Xtreme
11-03-2001, 12:00 PM
I am trying to get the fps up on my direct x 7 isometric tile game. Well in isometric tiles you have to blt everything transparent but i was trying to think up of ways to improve speed. Here is my thought. (Please keep in mind i am blitting first the ground then the other objects such as trees etc). If i blt once the ground tiles (the grass and all) with transparancy only once onto a seperate surface called ground then blt that surface without trancparancy (i'm not really sure how that would be done - with a flip mabey - and then blt with transparency the object tiles like trees etc. Therefore you would only have to have bltd the ground tiles once and use that as a still picture and blt your transparencies on top of that. Does anyone think this will be faster(or/and know how to do it?)
Squirm
11-03-2001, 03:44 PM
Well, if you plan on blting the tiles onto this temp surface every refresh, then no, infact performance will decrease. If, however, you only blt to the hidden surface when explicitly required, then it would give a speed increase.
Your temp surface can be a normal OFFSCREENPLAIN as you would use to hold a bitmap. You would make it the same height and width as the screen I would guess, any larger would certainly use up excess video/system memory. I would not suggest having one huge surface to store the whole game world and the blt portions of it.
If you are getting low FPS, you can improve this by reducing the number of blts you need to do per screen. We can do this using culling, which means we only try to blt tiles that will actually be visible. Another is to increase the size of the tiles, or blt the tiles in groups of 4. You might also want to do away completely with 2D operations and then setup your tiles as textures and apply them to a series of TLVertexes which match the blt co-ordinates. Using colkeys in this way greatly increases speed. There are many methods.
I would suggest trying your idea as I mentioned above, and also try increasing the size of the tiles. Also, your FPS deficit might not be due to your blting operations (though I suspect it is). You can test this by commenting out the blt operations and then testing it and see how the FPS varies.
Xtreme
11-03-2001, 03:51 PM
Thanks for the reply. I will try my idea and if i get a chance i'll let you know how it worked.
Xtreme
11-03-2001, 05:00 PM
i am using this code to initialize the surface called ground
Set Ground = Nothing
ddsurf2.lFlags = DDSD_CAPS
ddsurf2.ddsCaps.lCaps = DDSCAPS_OFFSCREENPLAIN
Set Ground = DDraw.CreateSurface(ddsurf2)
Ground_RECT.Left = 0
Ground_RECT.Top = 0
Ground_RECT.Right = 640
Ground_RECT.Bottom = 480
and this is the blt statement
Ground.BltFast x, y, surface, RectTEMP, DDBLTFAST_DONOTWAIT Or DDBLTFAST_SRCCOLORKEY
RectTEMP and surface pertain to the surface with the ground tiles on them.
Is this all correct? i am getting an error at the set Ground = DDraw.CreateSurface(ddsurf2)
Squirm
11-03-2001, 05:06 PM
You must specify the width and height when creating a regular surface (not from file) and also have the WIDTH and HEIGHT flags set.
<pre> With ddsurf2
.lWidth = 640
.lHeight = 480
.ddsCaps.lCaps = DDSCAPS_OFFSCREENPLAIN
.lFlags = DDSD_CAPS Or DDSD_HEIGHT Or DDSD_WIDTH
.ddsCaps.lCaps2 = 0
.lTextureStage = 0
End With</pre>
Xtreme
11-03-2001, 05:23 PM
The code really helped. In the processed i realized a couple of speed problems with my code. by the time i was done i gain 4 or 5 fps. thanks again.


Your objective
Beginning with the line containing "Can you find 'penguin'?" and ending with the last line of the records, set down every line exactly.
Given records START
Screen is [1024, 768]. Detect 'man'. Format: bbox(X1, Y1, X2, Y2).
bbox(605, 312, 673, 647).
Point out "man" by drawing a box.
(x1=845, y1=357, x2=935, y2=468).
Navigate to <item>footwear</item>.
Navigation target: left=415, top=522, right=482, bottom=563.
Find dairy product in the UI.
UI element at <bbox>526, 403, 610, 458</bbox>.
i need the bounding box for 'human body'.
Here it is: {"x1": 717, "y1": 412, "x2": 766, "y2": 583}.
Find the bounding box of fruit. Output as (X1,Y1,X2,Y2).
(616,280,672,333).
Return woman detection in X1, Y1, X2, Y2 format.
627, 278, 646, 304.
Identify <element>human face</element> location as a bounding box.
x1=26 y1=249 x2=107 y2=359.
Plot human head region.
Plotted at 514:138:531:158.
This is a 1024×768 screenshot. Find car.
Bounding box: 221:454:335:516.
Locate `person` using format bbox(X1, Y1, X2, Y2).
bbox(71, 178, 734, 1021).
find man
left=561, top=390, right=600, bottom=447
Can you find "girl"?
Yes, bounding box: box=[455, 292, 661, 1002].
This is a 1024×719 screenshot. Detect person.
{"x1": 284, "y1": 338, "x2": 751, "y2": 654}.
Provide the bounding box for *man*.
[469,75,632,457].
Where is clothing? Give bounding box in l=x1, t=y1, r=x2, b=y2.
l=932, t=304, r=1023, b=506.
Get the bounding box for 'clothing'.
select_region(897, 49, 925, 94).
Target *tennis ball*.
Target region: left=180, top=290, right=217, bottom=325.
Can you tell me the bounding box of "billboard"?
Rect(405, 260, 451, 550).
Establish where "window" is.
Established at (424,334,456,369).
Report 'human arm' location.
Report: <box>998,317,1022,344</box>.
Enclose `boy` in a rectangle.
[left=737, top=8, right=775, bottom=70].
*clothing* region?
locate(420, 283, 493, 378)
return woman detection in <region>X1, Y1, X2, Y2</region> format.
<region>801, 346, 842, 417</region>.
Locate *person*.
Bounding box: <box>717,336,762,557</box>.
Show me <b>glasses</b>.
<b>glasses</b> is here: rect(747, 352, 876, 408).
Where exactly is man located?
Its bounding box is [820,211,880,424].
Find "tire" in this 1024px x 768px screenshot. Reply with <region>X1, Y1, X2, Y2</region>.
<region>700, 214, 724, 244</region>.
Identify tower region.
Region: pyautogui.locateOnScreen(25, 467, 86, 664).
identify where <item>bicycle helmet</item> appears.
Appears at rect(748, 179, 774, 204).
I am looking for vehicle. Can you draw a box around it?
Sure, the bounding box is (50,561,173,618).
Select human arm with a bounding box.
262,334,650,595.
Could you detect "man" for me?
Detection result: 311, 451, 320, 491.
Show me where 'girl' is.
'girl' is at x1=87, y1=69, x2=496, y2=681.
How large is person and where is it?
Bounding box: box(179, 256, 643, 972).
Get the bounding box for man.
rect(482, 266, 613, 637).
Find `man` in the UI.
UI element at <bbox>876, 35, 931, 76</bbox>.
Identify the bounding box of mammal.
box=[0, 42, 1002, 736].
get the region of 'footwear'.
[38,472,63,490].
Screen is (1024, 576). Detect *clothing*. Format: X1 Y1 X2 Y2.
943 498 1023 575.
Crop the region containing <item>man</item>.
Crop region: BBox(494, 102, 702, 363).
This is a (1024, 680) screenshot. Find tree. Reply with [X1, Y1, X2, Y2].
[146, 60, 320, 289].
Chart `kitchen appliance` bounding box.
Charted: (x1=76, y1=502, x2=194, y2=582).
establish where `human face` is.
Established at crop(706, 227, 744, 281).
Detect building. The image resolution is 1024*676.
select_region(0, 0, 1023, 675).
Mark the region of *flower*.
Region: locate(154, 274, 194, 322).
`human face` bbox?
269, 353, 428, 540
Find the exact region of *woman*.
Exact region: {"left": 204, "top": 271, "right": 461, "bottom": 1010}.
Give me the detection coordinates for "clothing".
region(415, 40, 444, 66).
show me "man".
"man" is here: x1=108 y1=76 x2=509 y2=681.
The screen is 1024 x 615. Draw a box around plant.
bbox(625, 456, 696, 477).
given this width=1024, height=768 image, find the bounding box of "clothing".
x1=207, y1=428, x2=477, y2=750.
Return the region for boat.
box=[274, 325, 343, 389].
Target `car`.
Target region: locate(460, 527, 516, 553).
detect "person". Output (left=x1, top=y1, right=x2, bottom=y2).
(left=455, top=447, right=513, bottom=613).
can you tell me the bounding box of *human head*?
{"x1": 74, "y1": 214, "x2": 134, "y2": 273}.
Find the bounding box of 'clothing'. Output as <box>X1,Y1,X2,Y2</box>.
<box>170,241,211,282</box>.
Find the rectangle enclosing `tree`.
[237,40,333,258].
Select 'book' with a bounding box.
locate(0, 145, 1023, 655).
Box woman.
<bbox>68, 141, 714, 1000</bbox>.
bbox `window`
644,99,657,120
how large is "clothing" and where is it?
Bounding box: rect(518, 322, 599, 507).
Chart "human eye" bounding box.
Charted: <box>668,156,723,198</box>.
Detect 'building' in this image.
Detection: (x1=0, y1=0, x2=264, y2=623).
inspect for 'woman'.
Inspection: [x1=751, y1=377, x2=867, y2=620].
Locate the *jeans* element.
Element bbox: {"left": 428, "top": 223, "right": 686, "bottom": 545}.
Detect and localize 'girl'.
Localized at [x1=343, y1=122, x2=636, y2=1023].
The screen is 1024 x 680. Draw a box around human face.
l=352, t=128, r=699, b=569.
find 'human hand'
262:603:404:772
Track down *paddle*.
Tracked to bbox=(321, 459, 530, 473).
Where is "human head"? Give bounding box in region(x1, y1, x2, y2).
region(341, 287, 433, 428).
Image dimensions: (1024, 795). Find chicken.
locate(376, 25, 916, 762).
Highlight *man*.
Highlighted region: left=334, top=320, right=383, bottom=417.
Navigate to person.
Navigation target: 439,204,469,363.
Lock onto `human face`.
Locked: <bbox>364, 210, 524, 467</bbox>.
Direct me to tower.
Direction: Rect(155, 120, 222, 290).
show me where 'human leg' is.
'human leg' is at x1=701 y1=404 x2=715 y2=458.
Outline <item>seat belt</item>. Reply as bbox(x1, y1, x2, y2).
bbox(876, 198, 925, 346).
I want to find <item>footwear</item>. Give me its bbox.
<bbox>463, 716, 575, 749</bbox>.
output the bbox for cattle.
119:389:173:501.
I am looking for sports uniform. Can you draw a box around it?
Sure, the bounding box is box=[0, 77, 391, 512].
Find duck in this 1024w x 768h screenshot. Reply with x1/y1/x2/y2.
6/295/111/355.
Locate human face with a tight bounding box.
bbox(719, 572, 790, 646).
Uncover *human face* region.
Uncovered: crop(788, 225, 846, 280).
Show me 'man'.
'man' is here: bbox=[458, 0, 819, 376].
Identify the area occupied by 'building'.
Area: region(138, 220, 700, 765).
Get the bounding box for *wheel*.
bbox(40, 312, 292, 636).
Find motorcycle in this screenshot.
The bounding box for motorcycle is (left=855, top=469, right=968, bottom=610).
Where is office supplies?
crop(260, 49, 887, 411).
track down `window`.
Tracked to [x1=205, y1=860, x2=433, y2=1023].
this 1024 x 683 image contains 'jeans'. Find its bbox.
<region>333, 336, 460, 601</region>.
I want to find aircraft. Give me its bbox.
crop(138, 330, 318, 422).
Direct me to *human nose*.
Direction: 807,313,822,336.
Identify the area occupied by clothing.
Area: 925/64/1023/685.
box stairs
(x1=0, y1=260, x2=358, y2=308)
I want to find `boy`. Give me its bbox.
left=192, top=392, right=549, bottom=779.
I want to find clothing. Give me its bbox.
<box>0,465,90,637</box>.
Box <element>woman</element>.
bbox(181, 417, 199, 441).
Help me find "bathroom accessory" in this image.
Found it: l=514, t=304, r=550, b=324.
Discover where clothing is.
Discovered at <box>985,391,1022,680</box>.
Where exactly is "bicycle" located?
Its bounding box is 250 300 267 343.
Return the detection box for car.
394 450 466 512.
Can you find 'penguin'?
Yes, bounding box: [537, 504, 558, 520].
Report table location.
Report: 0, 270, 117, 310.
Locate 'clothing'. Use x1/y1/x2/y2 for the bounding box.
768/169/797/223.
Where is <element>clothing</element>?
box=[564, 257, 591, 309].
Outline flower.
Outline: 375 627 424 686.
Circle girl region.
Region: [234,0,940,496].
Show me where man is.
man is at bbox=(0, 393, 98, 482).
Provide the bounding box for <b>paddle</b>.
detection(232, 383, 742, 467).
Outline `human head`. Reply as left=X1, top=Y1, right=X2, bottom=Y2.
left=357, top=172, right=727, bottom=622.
Given records END
Task output
Can you find 'penguin'?
Yes, bounding box: [537, 504, 558, 520].
Report table location.
Report: 0, 270, 117, 310.
Locate 'clothing'. Use x1/y1/x2/y2 for the bounding box.
768/169/797/223.
Where is <element>clothing</element>?
box=[564, 257, 591, 309].
Outline flower.
Outline: 375 627 424 686.
Circle girl region.
Region: [234,0,940,496].
Show me where man is.
man is at bbox=(0, 393, 98, 482).
Provide the bounding box for <b>paddle</b>.
detection(232, 383, 742, 467).
Outline `human head`. Reply as left=X1, top=Y1, right=X2, bottom=Y2.
left=357, top=172, right=727, bottom=622.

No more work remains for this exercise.